The company confirmed they have agreed the bill increases negotiated with regulator Ofwat last year
Water company United Utilities has confirmed bills will rise by 32 per cent over the coming five years.
The Warrington-headquartered company serves about seven million customers across Greater Manchester and Liverpool and said they had agreed the bill increases negotiated with regulator Ofwat last year.
The company had the option of appealing Ofwat’s decision, made in December last year, to the competition regulator, but announcements on Wednesday signal it will not.
United Utilities said the increase would help improve water quality, reduce storm overflow spills by 60 per cent and provide millions of pounds more to support households with their bills.
The regulator’s decision means the typical billpayer across the UK will see their payments rise by an average of £86 this April – and was met with outrage from consumer groups. The increases come amid high levels of sewage spills and underinvestment in pipes, sewers and reservoirs over the last decade.
United Utilities and South West Water, which has also said it will hike bills, have said they need to increase bills to pay for improvements to their infrastructure to reduce pollution incidents. UU boss Louise Beardmore said the rise in bills would raise £13 billion to invest in its infrastructure across the North West.
She said the total was the ‘largest investment in water and wastewater infrastructure in over 100 years’.
The Environment Agency, meanwhile, working closely with Natural England, said it has secured the largest ever commitment from water companies to clean up the environment and invest in new infrastructure since privatisation.
The Water Industry National Environment Programme (WINEP) sets out over 24,000 actions water companies must take over the next five years to meet their legal requirements for the environment.
It represents a £22.1bn investment in the environment – four times more than was secured in the last Price Review – and will deliver tangible benefits for our water system and for customers.
It will bring a ‘significant scheme’ to upgrade a large wastewater treatment works in the River Mersey catchment in Greater Manchester and into Cheshire and Merseyside, leading to better water quality, it was said.
South West Water, meanwhile, has confirmed bill increases of 23 per cent. South West Water’’s parent company Pennon also said they had agreed the bill increases negotiated with regulator Ofwat last year.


* [EXERCISE AIM]:
The string "density" appears in some lines of the entries that follow; copy each such line.

* [WORKING DATA]:
--- START ---

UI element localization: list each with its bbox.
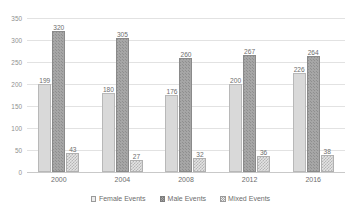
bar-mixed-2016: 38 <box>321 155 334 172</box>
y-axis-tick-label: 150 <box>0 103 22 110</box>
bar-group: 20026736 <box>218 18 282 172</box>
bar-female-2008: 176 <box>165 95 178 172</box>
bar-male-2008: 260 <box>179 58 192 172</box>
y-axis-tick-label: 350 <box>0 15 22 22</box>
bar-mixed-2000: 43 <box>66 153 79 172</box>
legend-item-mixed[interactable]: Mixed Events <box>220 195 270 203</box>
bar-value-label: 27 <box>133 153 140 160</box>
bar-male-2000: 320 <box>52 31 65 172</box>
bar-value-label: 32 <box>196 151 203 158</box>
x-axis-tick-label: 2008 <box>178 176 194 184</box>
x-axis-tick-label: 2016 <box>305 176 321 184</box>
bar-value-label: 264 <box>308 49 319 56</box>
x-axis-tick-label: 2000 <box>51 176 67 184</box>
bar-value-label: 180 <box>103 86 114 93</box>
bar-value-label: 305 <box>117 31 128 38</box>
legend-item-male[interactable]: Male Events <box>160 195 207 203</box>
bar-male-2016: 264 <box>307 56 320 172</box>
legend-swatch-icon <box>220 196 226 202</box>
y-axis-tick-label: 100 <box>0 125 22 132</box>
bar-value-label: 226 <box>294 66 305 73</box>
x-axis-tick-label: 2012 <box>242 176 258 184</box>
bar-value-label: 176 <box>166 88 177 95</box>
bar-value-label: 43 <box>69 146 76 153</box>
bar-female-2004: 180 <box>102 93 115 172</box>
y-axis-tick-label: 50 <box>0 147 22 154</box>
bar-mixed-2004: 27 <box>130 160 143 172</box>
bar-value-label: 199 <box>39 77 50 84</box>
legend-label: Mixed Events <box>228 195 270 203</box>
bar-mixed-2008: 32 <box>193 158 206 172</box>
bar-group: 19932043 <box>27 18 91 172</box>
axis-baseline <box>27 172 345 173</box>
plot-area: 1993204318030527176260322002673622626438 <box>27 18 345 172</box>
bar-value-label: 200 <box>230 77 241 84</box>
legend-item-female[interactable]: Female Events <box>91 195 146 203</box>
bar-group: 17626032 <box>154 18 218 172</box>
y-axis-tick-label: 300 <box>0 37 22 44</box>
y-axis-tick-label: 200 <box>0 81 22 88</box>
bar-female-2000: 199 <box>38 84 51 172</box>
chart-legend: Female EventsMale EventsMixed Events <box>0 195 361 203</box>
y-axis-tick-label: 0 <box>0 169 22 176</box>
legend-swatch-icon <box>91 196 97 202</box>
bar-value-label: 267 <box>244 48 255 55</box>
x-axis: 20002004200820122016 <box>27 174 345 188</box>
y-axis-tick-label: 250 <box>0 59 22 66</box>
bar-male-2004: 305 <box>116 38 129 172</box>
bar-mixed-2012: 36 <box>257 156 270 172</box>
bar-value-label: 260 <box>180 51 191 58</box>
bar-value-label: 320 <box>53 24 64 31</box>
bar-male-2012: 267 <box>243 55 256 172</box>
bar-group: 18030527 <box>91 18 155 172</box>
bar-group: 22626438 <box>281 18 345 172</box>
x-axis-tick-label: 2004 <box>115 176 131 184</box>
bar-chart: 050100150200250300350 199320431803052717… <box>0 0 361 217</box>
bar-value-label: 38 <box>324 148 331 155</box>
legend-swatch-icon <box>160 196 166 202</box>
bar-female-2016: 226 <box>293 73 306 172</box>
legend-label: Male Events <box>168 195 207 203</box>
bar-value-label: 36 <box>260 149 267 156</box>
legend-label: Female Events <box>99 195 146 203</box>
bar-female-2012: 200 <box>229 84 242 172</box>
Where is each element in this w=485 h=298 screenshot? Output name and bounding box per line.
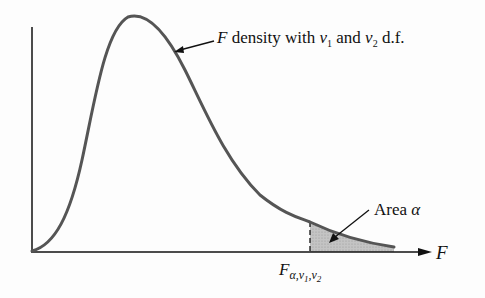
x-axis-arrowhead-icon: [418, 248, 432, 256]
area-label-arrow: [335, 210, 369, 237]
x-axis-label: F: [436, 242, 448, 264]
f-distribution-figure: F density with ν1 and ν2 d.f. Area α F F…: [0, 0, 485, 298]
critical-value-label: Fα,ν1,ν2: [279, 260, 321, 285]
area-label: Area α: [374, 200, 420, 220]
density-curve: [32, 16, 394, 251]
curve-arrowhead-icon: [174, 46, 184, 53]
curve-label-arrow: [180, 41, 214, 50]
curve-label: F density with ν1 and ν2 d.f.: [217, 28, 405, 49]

--- END ---

* [SOLUTION]:
f-distribution-figure: F density with ν1 and ν2 d.f. Area α F F…: [0, 0, 485, 298]
density-curve: [32, 16, 394, 251]
curve-label: F density with ν1 and ν2 d.f.: [217, 28, 405, 49]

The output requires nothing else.